The essence of the Mihna policy, initiated by the VII Abbasid Caliph Ma'mun in 218/833 and ended by the X Abbasid Caliph Mutawakkil in 234/848, was the claim that the Qur'an was created in terms of both its meaning and words by Allah.
Scholars who did not accept this doctrine were questioned, tortured, and some were executed in various ways. The first chapter of this study examines the historical background of the Mihna events, their causes, how they started, who the initial claimants were, and the consequences they produced. The issue of whether the Qur'an is created has been one of the most complicated, scientifically challenging, and socially impactful disputes between the schools of Ahl-i ra'y and Ahl-i hadith.
Therefore, the second chapter partially deals with the meaning frameworks of the terms Ahl-i ra’y and Ahl-i hadith, and the divisive role the issue of Halku'l-Qur'an played among the adherents of these two schools. This issue, which also divided the scholars of hadith among themselves, coincides with the golden age of hadith classification. Many scholars who were involved in the Mihna events are significant figures in the realm of hadith. The hadiths they narrated, the books they authored, the judgments they made about narrators, and the biographies of narrators they studied in their books were influenced by the events of that period, making the issue as significant today as it was then. The final chapter of the study investigates the reflections of this issue on both the sources of narrators (Ilm Rijal) and the classification of hadith sources.
This book aims to shed light on the Mihna process and subsequent events, to interpret what happened within the conditions of the time without anachronism, and to examine its impact on the field of hadith.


• **What is required**: Search each line below for the word "Purpose" and list those that contain it.

Excerpts from a dataset:

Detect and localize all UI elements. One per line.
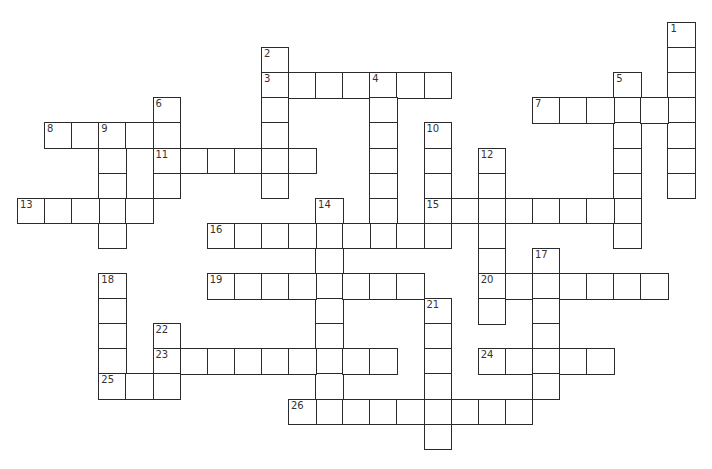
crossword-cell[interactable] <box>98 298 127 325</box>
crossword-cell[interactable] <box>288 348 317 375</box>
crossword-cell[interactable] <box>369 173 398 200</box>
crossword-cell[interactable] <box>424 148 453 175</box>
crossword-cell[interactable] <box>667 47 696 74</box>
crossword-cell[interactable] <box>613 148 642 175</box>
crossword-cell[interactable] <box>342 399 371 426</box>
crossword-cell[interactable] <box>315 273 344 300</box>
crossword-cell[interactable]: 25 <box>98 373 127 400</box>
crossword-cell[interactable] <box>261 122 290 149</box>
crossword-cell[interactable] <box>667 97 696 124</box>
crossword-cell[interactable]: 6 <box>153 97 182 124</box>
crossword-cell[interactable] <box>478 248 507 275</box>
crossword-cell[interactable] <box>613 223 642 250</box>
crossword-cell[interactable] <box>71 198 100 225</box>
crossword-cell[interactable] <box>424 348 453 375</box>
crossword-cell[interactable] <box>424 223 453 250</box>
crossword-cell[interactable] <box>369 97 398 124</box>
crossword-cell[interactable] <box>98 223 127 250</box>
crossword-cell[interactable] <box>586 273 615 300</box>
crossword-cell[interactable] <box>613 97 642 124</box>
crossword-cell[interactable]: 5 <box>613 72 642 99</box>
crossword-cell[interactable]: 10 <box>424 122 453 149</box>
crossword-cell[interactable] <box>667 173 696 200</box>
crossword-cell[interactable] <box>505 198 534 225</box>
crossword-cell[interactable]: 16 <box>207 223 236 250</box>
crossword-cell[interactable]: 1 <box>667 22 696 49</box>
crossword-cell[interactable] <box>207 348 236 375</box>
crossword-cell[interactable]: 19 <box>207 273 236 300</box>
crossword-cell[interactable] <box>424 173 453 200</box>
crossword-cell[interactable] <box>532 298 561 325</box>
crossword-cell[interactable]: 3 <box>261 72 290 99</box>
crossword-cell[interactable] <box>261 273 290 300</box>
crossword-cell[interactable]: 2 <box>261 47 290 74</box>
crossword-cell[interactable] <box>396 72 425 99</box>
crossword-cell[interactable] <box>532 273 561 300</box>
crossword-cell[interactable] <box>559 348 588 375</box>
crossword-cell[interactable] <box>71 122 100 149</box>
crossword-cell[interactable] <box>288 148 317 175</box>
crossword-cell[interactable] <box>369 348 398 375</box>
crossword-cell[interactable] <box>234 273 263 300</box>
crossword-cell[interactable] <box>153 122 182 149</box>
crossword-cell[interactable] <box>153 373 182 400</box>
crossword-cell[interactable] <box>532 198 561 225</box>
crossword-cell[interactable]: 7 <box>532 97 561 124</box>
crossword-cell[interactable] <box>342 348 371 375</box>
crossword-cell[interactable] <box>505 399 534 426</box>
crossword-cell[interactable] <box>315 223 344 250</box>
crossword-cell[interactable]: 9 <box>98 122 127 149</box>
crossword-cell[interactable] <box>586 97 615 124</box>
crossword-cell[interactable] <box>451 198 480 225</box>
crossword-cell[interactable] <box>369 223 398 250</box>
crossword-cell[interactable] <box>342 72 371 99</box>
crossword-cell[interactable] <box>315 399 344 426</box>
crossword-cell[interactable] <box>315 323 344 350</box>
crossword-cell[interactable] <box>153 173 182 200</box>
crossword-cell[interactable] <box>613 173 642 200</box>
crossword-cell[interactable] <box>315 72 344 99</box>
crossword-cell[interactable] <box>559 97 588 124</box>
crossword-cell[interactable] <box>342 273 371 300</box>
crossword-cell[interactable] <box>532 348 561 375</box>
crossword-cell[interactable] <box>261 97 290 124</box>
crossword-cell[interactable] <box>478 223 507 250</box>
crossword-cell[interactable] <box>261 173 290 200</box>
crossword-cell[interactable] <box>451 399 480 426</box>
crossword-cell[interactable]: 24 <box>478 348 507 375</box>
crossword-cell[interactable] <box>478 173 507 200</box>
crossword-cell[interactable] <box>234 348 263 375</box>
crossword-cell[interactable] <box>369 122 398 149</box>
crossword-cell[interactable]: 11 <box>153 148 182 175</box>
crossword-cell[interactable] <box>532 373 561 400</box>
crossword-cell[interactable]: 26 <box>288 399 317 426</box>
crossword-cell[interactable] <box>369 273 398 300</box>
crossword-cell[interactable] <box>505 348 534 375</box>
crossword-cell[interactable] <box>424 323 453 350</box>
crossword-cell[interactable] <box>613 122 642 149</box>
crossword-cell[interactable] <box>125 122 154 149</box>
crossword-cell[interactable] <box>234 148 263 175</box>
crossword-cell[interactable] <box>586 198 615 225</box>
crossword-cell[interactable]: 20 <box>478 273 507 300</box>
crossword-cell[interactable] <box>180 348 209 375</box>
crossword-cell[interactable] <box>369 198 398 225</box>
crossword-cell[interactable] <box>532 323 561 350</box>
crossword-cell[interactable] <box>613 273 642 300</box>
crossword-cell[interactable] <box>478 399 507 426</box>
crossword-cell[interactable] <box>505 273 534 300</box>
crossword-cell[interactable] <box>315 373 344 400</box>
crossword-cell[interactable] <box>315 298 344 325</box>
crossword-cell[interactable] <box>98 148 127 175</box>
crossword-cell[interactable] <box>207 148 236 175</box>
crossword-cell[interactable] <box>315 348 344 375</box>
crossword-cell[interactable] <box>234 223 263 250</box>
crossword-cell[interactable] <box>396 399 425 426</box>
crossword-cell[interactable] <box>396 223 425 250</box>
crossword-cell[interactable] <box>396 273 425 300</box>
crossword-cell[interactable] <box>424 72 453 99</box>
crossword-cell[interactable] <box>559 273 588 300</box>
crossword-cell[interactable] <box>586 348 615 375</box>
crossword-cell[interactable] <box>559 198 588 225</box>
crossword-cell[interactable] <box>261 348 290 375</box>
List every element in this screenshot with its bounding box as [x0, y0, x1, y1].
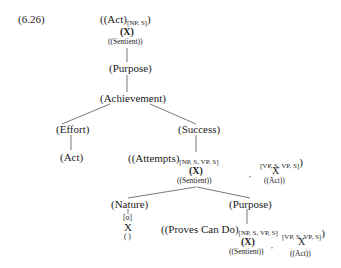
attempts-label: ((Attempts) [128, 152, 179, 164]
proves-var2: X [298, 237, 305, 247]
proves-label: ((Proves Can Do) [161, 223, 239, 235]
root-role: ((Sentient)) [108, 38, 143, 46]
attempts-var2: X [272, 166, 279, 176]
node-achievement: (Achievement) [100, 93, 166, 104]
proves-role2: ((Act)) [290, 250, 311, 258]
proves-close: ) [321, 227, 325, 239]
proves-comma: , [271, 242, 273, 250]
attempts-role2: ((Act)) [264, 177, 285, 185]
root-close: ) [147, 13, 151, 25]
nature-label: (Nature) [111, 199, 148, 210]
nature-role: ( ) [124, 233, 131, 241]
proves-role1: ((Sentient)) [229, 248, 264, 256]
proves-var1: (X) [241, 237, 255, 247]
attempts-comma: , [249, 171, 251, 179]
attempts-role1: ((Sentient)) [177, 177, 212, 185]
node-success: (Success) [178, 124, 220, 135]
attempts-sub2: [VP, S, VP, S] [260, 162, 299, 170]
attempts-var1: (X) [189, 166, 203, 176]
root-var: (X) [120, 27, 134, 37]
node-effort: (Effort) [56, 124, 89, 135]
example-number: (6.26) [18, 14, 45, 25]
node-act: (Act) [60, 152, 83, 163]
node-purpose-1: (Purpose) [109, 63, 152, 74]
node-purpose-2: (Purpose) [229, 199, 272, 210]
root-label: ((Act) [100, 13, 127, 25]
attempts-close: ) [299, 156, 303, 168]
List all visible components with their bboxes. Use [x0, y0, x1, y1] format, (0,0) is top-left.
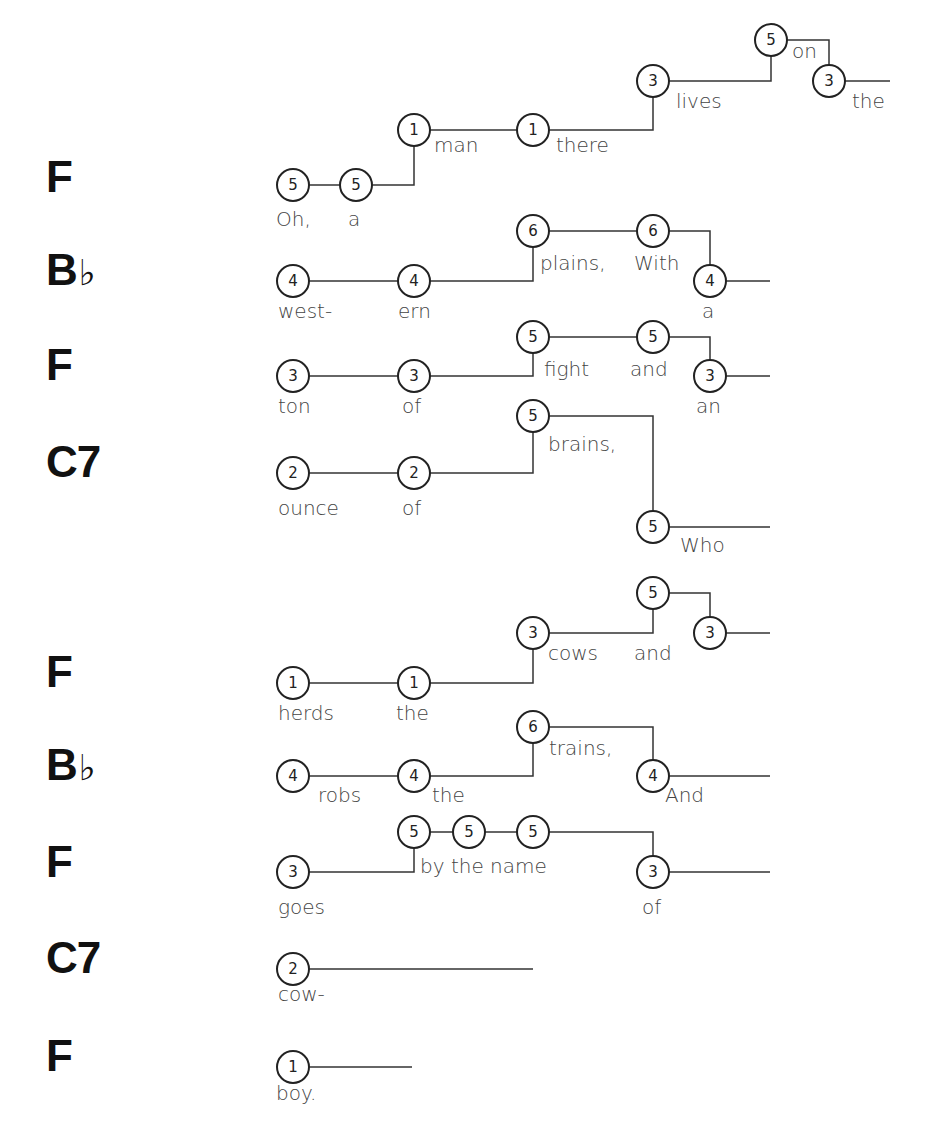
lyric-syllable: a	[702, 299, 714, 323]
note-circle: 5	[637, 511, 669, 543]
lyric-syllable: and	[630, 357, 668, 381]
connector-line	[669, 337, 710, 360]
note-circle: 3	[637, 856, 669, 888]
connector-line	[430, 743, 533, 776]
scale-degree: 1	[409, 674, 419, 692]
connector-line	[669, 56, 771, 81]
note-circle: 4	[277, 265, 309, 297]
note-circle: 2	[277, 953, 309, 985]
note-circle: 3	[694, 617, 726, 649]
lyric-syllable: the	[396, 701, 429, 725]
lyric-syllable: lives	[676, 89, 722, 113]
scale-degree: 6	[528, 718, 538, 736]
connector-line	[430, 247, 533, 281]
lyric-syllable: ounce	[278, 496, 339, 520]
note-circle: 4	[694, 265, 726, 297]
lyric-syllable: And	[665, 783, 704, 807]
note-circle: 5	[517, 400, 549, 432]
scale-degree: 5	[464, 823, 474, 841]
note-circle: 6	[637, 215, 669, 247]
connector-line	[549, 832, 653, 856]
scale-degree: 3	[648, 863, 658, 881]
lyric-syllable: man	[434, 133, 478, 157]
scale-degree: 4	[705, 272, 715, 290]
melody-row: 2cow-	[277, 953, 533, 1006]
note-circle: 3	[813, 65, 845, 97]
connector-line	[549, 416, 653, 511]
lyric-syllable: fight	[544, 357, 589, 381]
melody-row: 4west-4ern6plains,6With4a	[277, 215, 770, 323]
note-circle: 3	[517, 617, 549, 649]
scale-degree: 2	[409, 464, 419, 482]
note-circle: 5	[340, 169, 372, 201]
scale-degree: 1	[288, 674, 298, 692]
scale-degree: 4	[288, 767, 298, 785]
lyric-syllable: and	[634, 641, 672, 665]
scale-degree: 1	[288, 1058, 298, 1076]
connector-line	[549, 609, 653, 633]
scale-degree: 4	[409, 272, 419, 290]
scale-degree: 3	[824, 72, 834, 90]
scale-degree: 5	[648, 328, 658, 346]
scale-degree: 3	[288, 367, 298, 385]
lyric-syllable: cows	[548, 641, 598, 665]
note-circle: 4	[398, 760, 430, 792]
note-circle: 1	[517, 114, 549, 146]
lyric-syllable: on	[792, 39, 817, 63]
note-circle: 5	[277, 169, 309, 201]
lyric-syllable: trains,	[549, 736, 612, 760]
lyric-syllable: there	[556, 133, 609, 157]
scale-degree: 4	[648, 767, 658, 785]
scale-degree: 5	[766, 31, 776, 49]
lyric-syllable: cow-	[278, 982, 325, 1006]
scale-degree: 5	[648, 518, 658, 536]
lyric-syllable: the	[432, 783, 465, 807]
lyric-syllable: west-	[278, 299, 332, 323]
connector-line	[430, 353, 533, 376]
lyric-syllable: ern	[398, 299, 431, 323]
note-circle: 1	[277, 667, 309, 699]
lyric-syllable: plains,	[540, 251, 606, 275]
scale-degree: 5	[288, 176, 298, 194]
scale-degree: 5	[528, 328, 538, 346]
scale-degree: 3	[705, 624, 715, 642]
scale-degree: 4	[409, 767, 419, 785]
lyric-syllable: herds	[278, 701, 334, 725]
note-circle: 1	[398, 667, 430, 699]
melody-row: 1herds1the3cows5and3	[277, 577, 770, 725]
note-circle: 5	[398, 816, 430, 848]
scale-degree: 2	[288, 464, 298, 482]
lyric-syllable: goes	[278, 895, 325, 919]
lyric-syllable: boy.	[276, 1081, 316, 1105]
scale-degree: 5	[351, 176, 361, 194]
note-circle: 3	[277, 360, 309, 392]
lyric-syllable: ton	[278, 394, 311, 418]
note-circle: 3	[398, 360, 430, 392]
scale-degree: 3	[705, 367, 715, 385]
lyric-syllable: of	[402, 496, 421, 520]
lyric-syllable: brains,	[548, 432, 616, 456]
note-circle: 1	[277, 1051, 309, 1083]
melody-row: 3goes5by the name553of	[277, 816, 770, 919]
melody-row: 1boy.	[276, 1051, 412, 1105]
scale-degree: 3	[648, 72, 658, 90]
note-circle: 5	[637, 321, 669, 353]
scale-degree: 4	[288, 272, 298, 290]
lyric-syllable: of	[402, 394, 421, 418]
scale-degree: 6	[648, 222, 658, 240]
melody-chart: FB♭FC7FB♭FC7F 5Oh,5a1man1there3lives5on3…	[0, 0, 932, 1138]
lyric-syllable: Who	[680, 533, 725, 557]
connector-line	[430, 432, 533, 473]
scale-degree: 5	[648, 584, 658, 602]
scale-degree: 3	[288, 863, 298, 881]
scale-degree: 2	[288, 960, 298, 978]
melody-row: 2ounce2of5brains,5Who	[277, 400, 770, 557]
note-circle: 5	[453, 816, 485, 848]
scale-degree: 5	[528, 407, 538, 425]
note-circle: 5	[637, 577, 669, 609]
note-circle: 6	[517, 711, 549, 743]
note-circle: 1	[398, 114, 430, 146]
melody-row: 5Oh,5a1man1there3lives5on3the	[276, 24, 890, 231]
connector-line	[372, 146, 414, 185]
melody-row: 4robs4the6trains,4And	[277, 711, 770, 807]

• **Completed exercise**:
node-purpose-1: (Purpose) [109, 63, 152, 74]
node-purpose-2: (Purpose) [229, 199, 272, 210]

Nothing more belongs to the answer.